May 21, 2010 // Uncategorized
Cardinal backs bill fixing health reform law on abortion, conscience
By Nancy Frazier O’Brien
WASHINGTON (CNS) — A bipartisan bill before the House of Representatives would bring the new health reform law “into line with policies on abortion and conscience rights that have long prevailed in other federal health programs,” said the head of the U.S. bishops’ Committee on Pro-Life Activities.
In a May 20 letter to House members, Cardinal Daniel N. DiNardo of Galveston-Houston urged passage of H.R. 5111, legislation proposed by Reps. Joseph Pitts, R-Pa., and Dan Lipinski, D-Ill., and co-sponsored by 91 other House members.
“Efforts to ensure that our health care system serves the life, health and conscience of all will be a legislative goal of the Catholic bishops in the months to come,” Cardinal DiNardo said, adding that the Pitts-Lipinski proposal makes “a significant contribution to this important task.”
The cardinal warned, however, that if “these genuine problems are not addressed in their own right, they will be taken up and used as ammunition by those who favor repealing (the health reform law) outright, which would eliminate the positive as well as negative aspects of the new law.”
Cardinal DiNardo said the Patient Protection and Affordable Care Act, signed into law by President Barack Obama March 23, was “an important step toward ensuring access to health coverage for all Americans” but was “profoundly flawed in its treatment of abortion, conscience rights and fairness to immigrants.” He also said Obama’s executive order signed March 24 “does not address, or claim to address, several of the problems.”
He said passage of the health reform law now allows for “the task of keeping the federal government out of the abortion business” to be “pursued with less distraction from other issues and agendas.”
Cardinal DiNardo said H.R. 5111, called the Protect Life Act, would address problems in the areas of abortion and conscience rights in five ways. It would:
• Ensure that all funds “authorized or appropriated” by the new health reform law would be covered by the Hyde amendment, which limits federal funding of abortions to cases of rape, incest and danger to the mother’s life.
• Prevent the use of federal funds to subsidize health plans that cover abortions beyond those permitted by the Hyde amendment, consistent with the policy already in place for Medicaid and Medicare, the Children’s Health Insurance Program and Federal Employees Health Benefits Program.
• Restore a conscience provision approved by the House last November to ensure that federal, state and local governmental entities receiving federal funds may not discriminate against health care providers who decline to participate in abortions.
• Stipulate that state laws restricting abortion or protecting conscience rights will not be pre-empted by the federal health reform law.
• Clarify language in the federal law on preserving other federal laws restricting abortion or abortion coverage and protecting conscience rights.
Cardinal DiNardo said Obama’s executive order “even reinforces problematic aspects of the act, such as its providing federal subsidies for health plans that cover abortions.”
“The executive order also claims to apply the Hyde amendment to the funds that PPACA authorizes and appropriates for community health centers, although the act clearly does not apply the Hyde amendment to these funds,” he said. “The question here is whether the president has the legal authority to do so, given a long line of federal court decisions construing similar statutes to fund abortion services unless Congress has explicitly stated otherwise.”
The cardinal said that “given this history, we should not gamble (the lives of the unborn) on a guess as to how a federal judge will respond to the first lawsuit seeking a federally funded abortion at a community health center. This serious problem requires a statutory solution.”
In introducing the Protect Life Act April 22, Pitts noted that the legislation signed by Obama lacked “critical safeguards” that had been approved earlier by the House.
“The new health care law is riddled with loopholes that allow taxpayer subsidies for coverage that includes abortion,” he said. “My new bill would extend long-standing policy by preventing federal dollars from being used to pay for abortion coverage.”
Pitts also praised the bipartisan co-sponsorship of his bill, saying, “I never want protecting life to be a partisan issue.”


* What you have to do
Each line of the listing where the string "carotene" appears is to be identified and copied.

+++

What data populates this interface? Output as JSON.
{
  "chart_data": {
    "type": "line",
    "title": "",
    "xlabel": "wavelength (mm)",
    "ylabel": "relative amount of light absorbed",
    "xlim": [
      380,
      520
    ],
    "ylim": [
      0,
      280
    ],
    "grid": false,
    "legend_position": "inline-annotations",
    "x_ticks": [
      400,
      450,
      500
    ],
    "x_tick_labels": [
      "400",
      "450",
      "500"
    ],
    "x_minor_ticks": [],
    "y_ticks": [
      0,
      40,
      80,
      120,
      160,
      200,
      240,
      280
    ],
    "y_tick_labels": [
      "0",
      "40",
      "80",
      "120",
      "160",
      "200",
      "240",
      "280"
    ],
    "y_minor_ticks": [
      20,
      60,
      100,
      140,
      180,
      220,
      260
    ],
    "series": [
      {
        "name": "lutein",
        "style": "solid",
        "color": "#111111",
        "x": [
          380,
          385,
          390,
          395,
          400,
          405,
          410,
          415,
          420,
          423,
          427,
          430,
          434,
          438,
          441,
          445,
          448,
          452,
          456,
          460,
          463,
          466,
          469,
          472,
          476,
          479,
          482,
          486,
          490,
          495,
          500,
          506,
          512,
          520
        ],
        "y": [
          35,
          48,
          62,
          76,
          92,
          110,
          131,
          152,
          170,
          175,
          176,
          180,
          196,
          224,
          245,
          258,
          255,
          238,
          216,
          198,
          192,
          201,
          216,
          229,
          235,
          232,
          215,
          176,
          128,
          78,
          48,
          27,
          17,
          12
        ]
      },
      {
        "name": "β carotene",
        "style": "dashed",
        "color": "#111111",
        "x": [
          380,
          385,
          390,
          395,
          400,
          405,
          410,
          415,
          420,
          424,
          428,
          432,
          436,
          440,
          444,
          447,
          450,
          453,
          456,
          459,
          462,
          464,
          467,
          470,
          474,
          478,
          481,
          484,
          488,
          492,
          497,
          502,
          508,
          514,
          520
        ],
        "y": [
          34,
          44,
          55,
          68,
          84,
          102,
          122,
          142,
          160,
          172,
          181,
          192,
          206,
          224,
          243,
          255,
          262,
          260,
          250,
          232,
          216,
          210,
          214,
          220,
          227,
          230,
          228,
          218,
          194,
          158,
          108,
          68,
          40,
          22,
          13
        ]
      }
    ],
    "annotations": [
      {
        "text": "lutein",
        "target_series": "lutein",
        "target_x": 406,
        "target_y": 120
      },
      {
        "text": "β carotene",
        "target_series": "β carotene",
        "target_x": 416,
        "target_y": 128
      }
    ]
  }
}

+++

* Response to the exercise
        "name": "β carotene",
        "text": "β carotene",
        "target_series": "β carotene",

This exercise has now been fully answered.